No lawyer would welcome any such reform, and all judges are lawyers. Their lives as practitioners before they became judges involved hard work, highly paid. They have seen a huge increase in the number of lawyers, over the past, say, fifty years, and in the incomes of those at the top of the tree. Lawyers’ professional bodies, of which judges continue to be members after they are appointed – scandalously, in my view – would fight any such reform.  And they would do so from positions entrenched not by years but by centuries of domination in decision-making about how legal services are to be delivered.

But Ireland is a democracy, and the will of the People must ultimately prevail if it is felt strongly enough and pursued diligently enough. If enough Irish people are persuaded that they are being short-changed by their courts system and decide they want to be served by a better one, it will happen, even though this may be the first country where it does happen. Popular will is, ultimately, all that is needed to effect democratic change.

Notes


[i] The full text can be found at [2014] IESC 57

[ii] nolumus mutari, latin for “We shall not be changed”.
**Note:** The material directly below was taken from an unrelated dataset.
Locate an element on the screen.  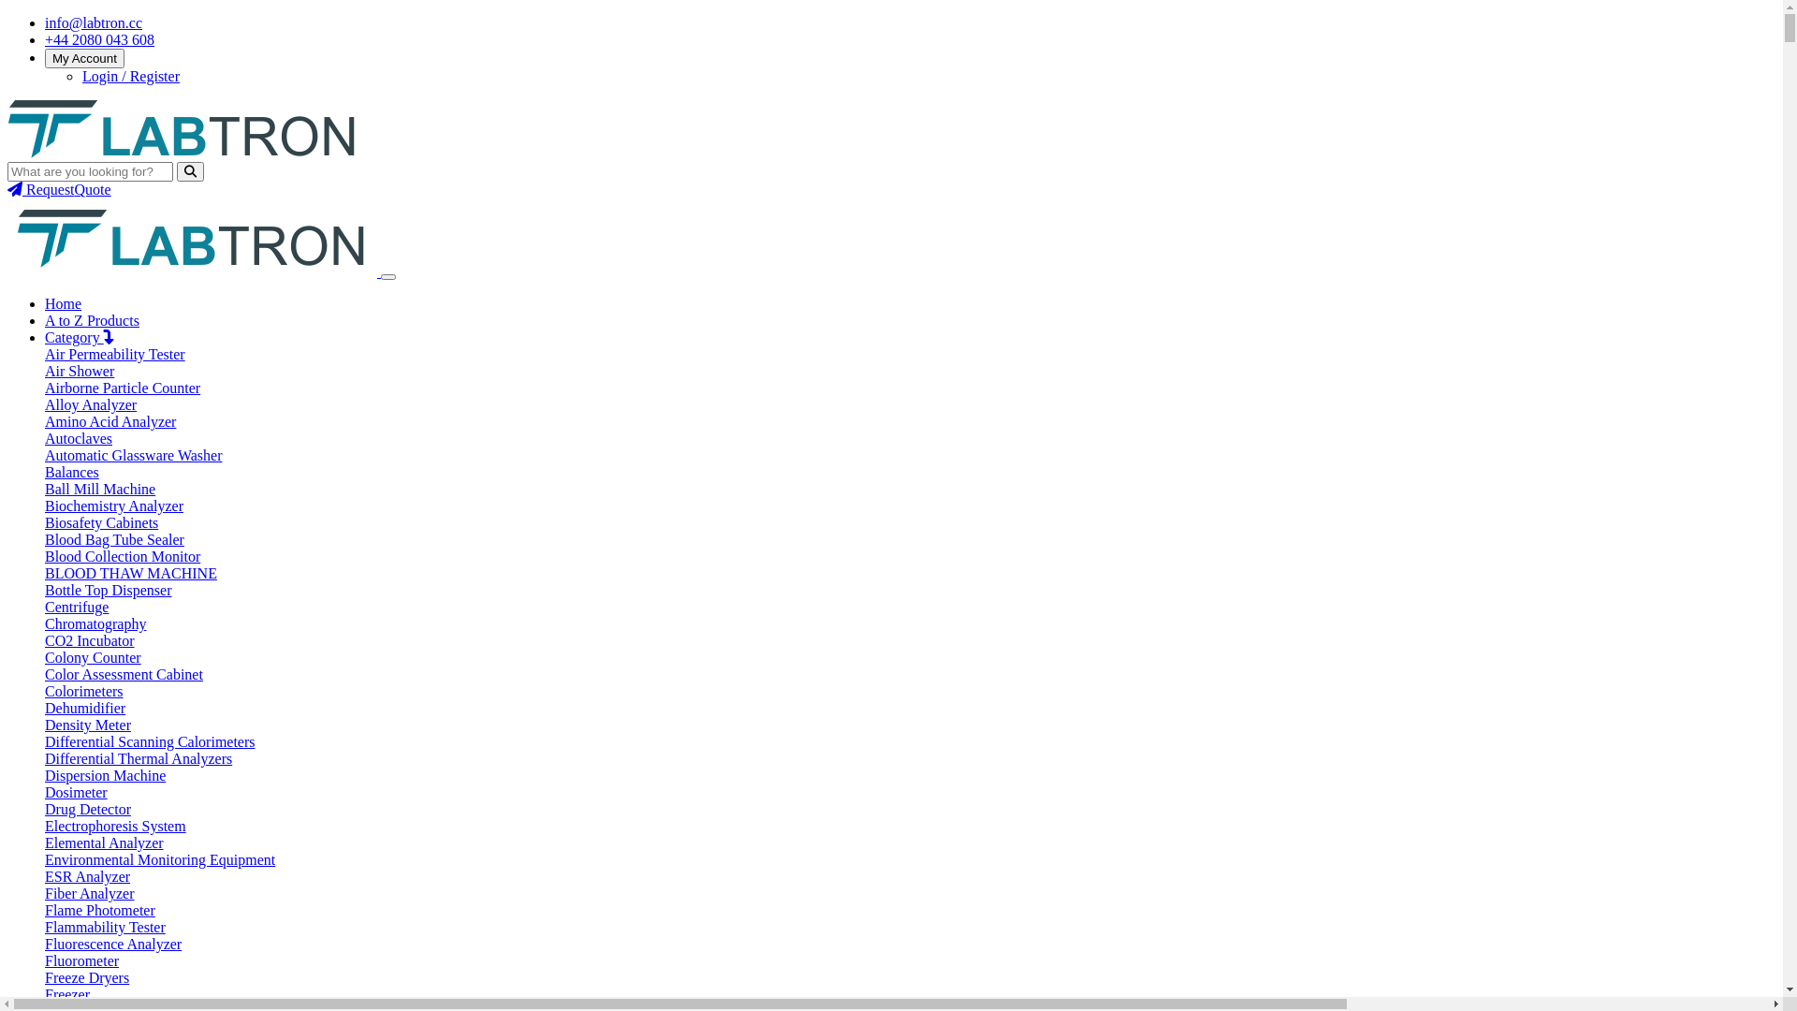
Category is located at coordinates (80, 337).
[iii] “Sawbones” is a 19C colloquial term for a doctor of physician. See the definition here.

[iv] [2014] IESC 72. Found here.

[v] As well as enabling the judge to get to the heart of the issue beforehand, this approach would require the lawyers on both sides to collaborate in preparing the Statement, and push them towards settlement discussions, in a way the current system fails to encourage.

[vi] An exception, probably the only one, would be that if the Oireachtas legislated to impose a system that prevented the judicial organ of Government from performing any of its Constitutional functions, a Superior Court judge might lawfully invoke the Constitution to declare that legislation unconstitutional.